Unchristian Certainty

I am walking with youth through a unit on Faith and Science. Can you believe in God and science, the Bible and evolution? Can you seek God in what you know as well as what you don’t? I’m finding the matter at hand repeatedly comes back to unfair assumptions about certainty. Certainty has become a value of society. It helps young people (dare I say all people) feel competent and worthy of being taken seriously. We associate it with confidence and knowledge. All too often we look to our political, scientific and religious leaders to exude certainty. In the midst of uncertain times, we wager it may help us feel safer. It rarely does.

At the core of both faith and science is not certainty, but wonder. Boiling either area down to certainty limits it greatly. It limits God. The deeper we get into the disciplines of both science and religion, we gain knowledge, yes, but also awe. Modern-day astronomers look up at the stars and think more and more that we are not alone, that we may never have one set of scientific rules to live by, that we are made of the stuff of stars.

Maybe it is time for all of us to embrace doubt as a friend:

Doubt then is not our enemy but our great friend. For it keeps us from the most unchristian of things: assuming that we possess certainty, that we need not think about our faith or love our neighbors, and worse, that we become certain is no longer (by definition) faith; it has become idolatry, where we no longer seek out a living personal God but make this God into a frozen idol. The truth, then, is that there can be no relationship at all when it is based on certainty.

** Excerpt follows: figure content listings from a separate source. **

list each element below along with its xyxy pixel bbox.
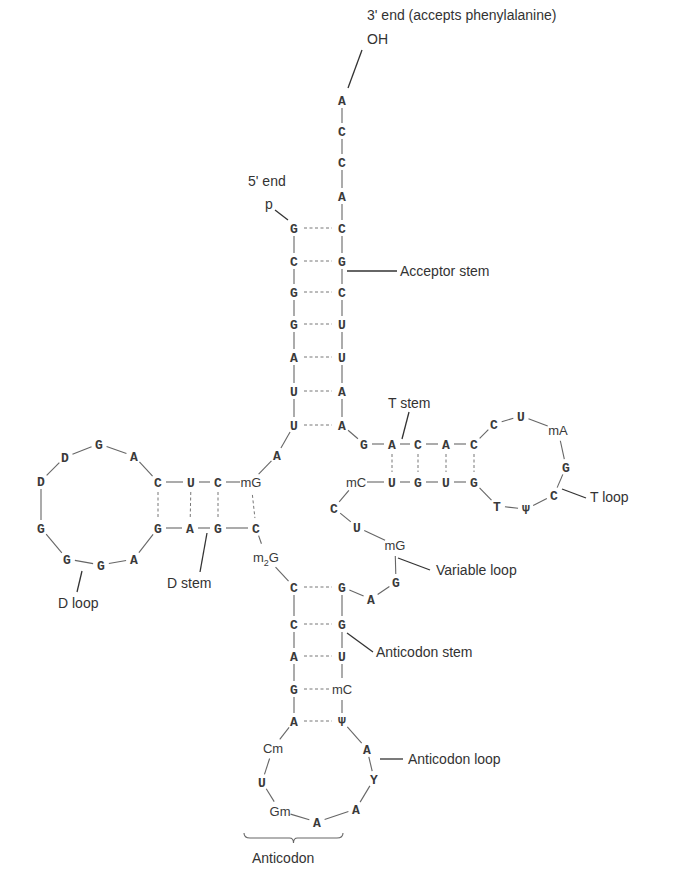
- nucleotide-t-loop-5: mA: [548, 423, 568, 438]
- label-t-stem: T stem: [388, 395, 431, 411]
- nucleotides: ACCAGCGGAUUCGCUUAAAmGCUCAGDDGGGAGAGCm2GC…: [37, 94, 570, 831]
- backbone-bond: [505, 507, 518, 508]
- nucleotide-t-top-3: A: [442, 438, 450, 453]
- label-acceptor-stem: Acceptor stem: [400, 263, 489, 279]
- backbone-bond: [557, 474, 563, 487]
- backbone-bond: [139, 462, 152, 476]
- nucleotide-d-loop-4: D: [37, 475, 45, 490]
- nucleotide-ac-R3: U: [338, 650, 346, 665]
- base-pair-hbond: [252, 495, 255, 518]
- nucleotide-acc-3-A: A: [338, 94, 346, 109]
- nucleotide-acc-L5: A: [290, 351, 298, 366]
- nucleotide-ac-R2: G: [338, 618, 346, 633]
- nucleotide-d-bot-2: A: [186, 522, 194, 537]
- nucleotide-d-top-3: U: [187, 476, 195, 491]
- nucleotide-ac-R5: Ψ: [338, 715, 346, 730]
- t-stem-leader: [402, 412, 409, 439]
- label-anticodon-loop: Anticodon loop: [408, 751, 501, 767]
- t-loop-leader: [562, 489, 586, 498]
- nucleotide-t-bot-1: U: [388, 476, 396, 491]
- label-variable-loop: Variable loop: [436, 562, 517, 578]
- nucleotide-t-bot-4: G: [470, 476, 478, 491]
- backbone-bond: [339, 490, 349, 501]
- nucleotide-t-bot-3: U: [442, 476, 450, 491]
- backbone-bond: [528, 419, 547, 426]
- backbone-bond: [533, 499, 547, 506]
- nucleotide-ac-loop-3: Gm: [270, 804, 291, 819]
- backbone-bond: [480, 430, 489, 439]
- backbone-bond: [291, 814, 310, 820]
- backbone-bond: [107, 447, 127, 454]
- backbone-bond: [276, 567, 289, 581]
- nucleotide-var-2: G: [392, 576, 400, 591]
- backbone-bond: [369, 757, 372, 771]
- backbone-bond: [378, 586, 390, 594]
- nucleotide-t-loop-6: U: [517, 410, 525, 425]
- label-three-prime-end: 3' end (accepts phenylalanine): [367, 7, 556, 23]
- nucleotide-acc-L1: G: [290, 222, 298, 237]
- nucleotide-t-top-4: C: [470, 438, 478, 453]
- label-d-loop: D loop: [58, 595, 99, 611]
- oh-leader: [348, 50, 362, 88]
- backbone-bond: [349, 590, 363, 596]
- backbone-bond: [264, 758, 269, 774]
- backbone-bond: [280, 727, 289, 739]
- nucleotide-ac-L2: C: [290, 618, 298, 633]
- backbone-bond: [75, 560, 93, 563]
- nucleotide-var-5: C: [330, 502, 338, 517]
- backbone-bond: [347, 727, 361, 743]
- nucleotide-acc-L3: G: [290, 286, 298, 301]
- anticodon-stem-leader: [347, 633, 373, 652]
- nucleotide-acc-L2: C: [290, 255, 298, 270]
- nucleotide-ac-R4: mC: [332, 682, 352, 697]
- backbone-bond: [348, 430, 358, 439]
- nucleotide-ac-loop-1: Cm: [263, 741, 283, 756]
- nucleotide-ac-loop-5: A: [352, 803, 360, 818]
- nucleotide-t-loop-7: C: [490, 418, 498, 433]
- nucleotide-d-bot-1: G: [154, 522, 162, 537]
- nucleotide-acc-L6: U: [290, 385, 298, 400]
- nucleotide-ac-loop-6: Y: [370, 773, 378, 788]
- nucleotide-d-bot-4: C: [252, 522, 260, 537]
- nucleotide-ac-loop-7: A: [363, 743, 371, 758]
- trna-cloverleaf-diagram: ACCAGCGGAUUCGCUUAAAmGCUCAGDDGGGAGAGCm2GC…: [0, 0, 673, 894]
- nucleotide-t-bot-2: G: [414, 476, 422, 491]
- nucleotide-t-loop-1: T: [493, 500, 501, 515]
- label-anticodon: Anticodon: [252, 850, 314, 866]
- backbone-bond: [325, 812, 349, 820]
- nucleotide-d-top-1: mG: [241, 475, 262, 490]
- nucleotide-acc-R2: G: [338, 255, 346, 270]
- nucleotide-ac-L4: G: [290, 683, 298, 698]
- nucleotide-d-top-4: C: [154, 476, 162, 491]
- nucleotide-acc-R6: A: [338, 385, 346, 400]
- d-loop-leader: [77, 571, 82, 592]
- label-phosphate: p: [265, 196, 273, 212]
- nucleotide-t-top-2: C: [414, 438, 422, 453]
- nucleotide-t-loop-2: Ψ: [522, 503, 530, 518]
- nucleotide-link-m2G: m2G: [253, 550, 279, 568]
- backbone-bond: [364, 530, 385, 540]
- anticodon-brace: [244, 833, 343, 843]
- nucleotide-var-3: mG: [385, 538, 406, 553]
- label-t-loop: T loop: [590, 489, 629, 505]
- backbone-bond: [259, 461, 272, 474]
- backbone-bond: [72, 447, 91, 454]
- nucleotide-ac-L5: A: [290, 715, 298, 730]
- nucleotide-d-loop-2: G: [95, 438, 103, 453]
- label-anticodon-stem: Anticodon stem: [376, 644, 473, 660]
- nucleotide-t-loop-3: C: [550, 489, 558, 504]
- nucleotide-d-top-2: C: [214, 476, 222, 491]
- backbone-bonds: [41, 108, 564, 820]
- backbone-bond: [502, 418, 514, 421]
- nucleotide-acc-3-C1: C: [338, 125, 346, 140]
- nucleotide-acc-L4: G: [290, 318, 298, 333]
- nucleotide-d-loop-1: A: [130, 450, 138, 465]
- backbone-bond: [560, 441, 564, 459]
- nucleotide-d-loop-7: G: [97, 559, 105, 574]
- nucleotide-acc-R1: C: [338, 222, 346, 237]
- nucleotide-t-top-1: A: [388, 438, 396, 453]
- nucleotide-t-loop-4: G: [562, 461, 570, 476]
- nucleotide-d-loop-5: G: [37, 522, 45, 537]
- nucleotide-ac-loop-2: U: [258, 776, 266, 791]
- nucleotide-acc-3-C2: C: [338, 156, 346, 171]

I cannot really love my friend and embrace the fullness of his being if I assume I know him with certainty, if in being with him I keep saying, “I know you; that’s not what you think. I don’t need to hear you, see you or learn from you. I know you certainly. You cannot change.”

–Andrew Root and Kendra Creasy Dean, The Theological Turn in Youth Ministry 

The seriousness that Root and Dean bring to the matter of doubt and relationship is refreshing. Indeed, we do not want to limit our loved ones with certainty, so why ever would we want to limit God? Embracing wonder and doubt invokes love yet again, where we leave room to be surprised, we leave room for growth.

Published by Ellie Roscher

Ellie Roscher is the author of How Coffee Saved My Life, and Other Stories of Stumbling to Grace. She holds a master’s degree in Theology/Urban Ministry from Luther Seminary and an MFA in Creative Nonfiction writing at Sarah Lawrence College.